We’ve linked to probably the most intense moment you’ll ever hear during a workplace conference call. It’s from a call AOL CEO Tim Armstrong hosted Friday morning.
In the recording, obtained by media business blog Romenesko, Armstrong is speaking to the 1,000 or so employees of AOL’s local news network, Patch.
The day before the call, during AOL’s Q2 earnings call, Armstrong told Wall Street analysts that Patch would shrink from 900 to 600 websites.
Patch employees took Armstrong’s comments to mean that hundreds of them would soon lose their jobs.
Obviously, this sent morale plummeting.
The call was supposed to be Armstrong’s attempt to rally the troops.
During the first minute or so of the recording, Armstrong says things like: “If you don’t believe what I’m about to say, I’m going to ask you to leave Patch…We have to get Patch into a place where it’s going to be successful.”

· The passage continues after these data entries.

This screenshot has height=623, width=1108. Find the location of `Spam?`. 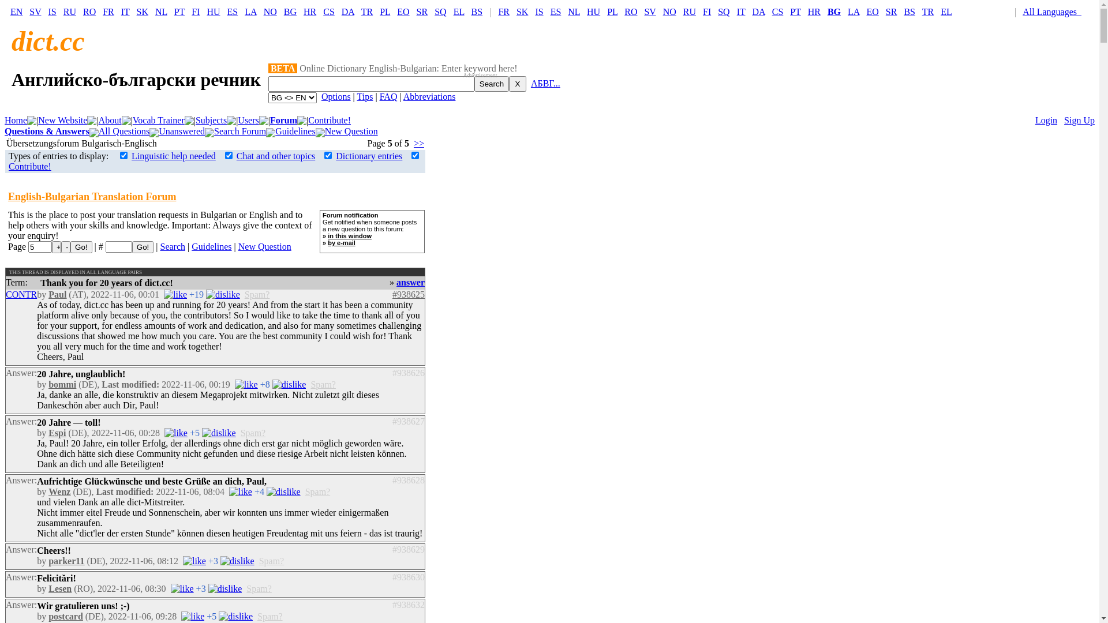

Spam? is located at coordinates (323, 384).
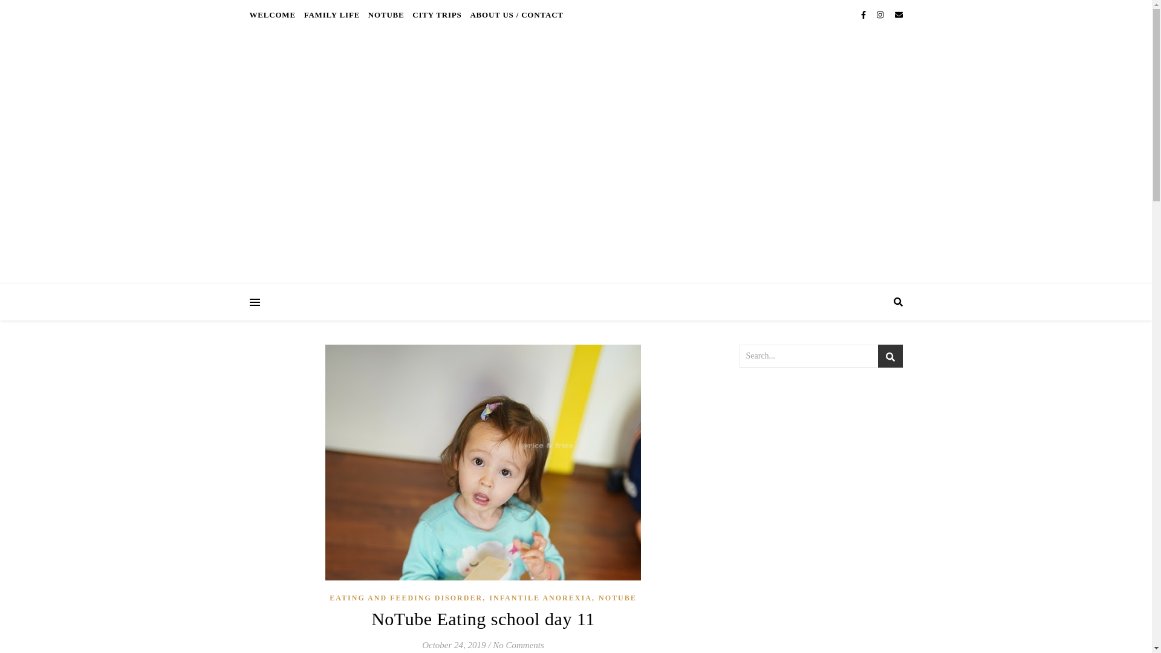  Describe the element at coordinates (518, 644) in the screenshot. I see `No Comments` at that location.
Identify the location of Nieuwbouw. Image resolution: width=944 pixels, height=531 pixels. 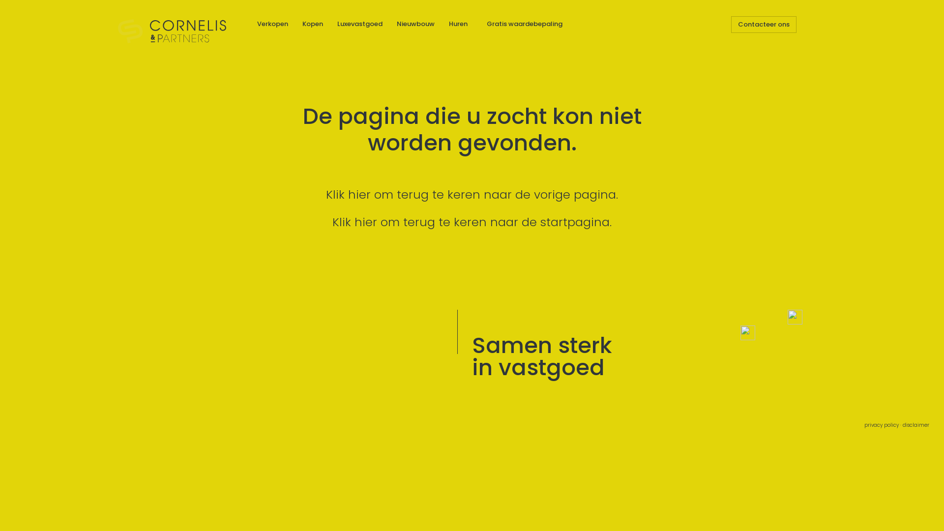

But then things go suddenly awry.
At exactly two minutes into the recording, Armstrong addresses someone in the room with him.
He says, “Abel, put that camera down, now.”
Then, without taking a breath, Armstrong says, “Abel, you’re fired. Out.”
It’s pretty shocking stuff.
The person Armstrong is talking to in the recording is Abel Lenz, Patch’s Creative Director. Obviously, Lenz is no longer with the company.
Armstrong picked an odd reason to fire him.
We hear that Lenz, based in New York, would always take pictures of people talking on company-wide conference calls so that he could post them on Patch’s internal news site.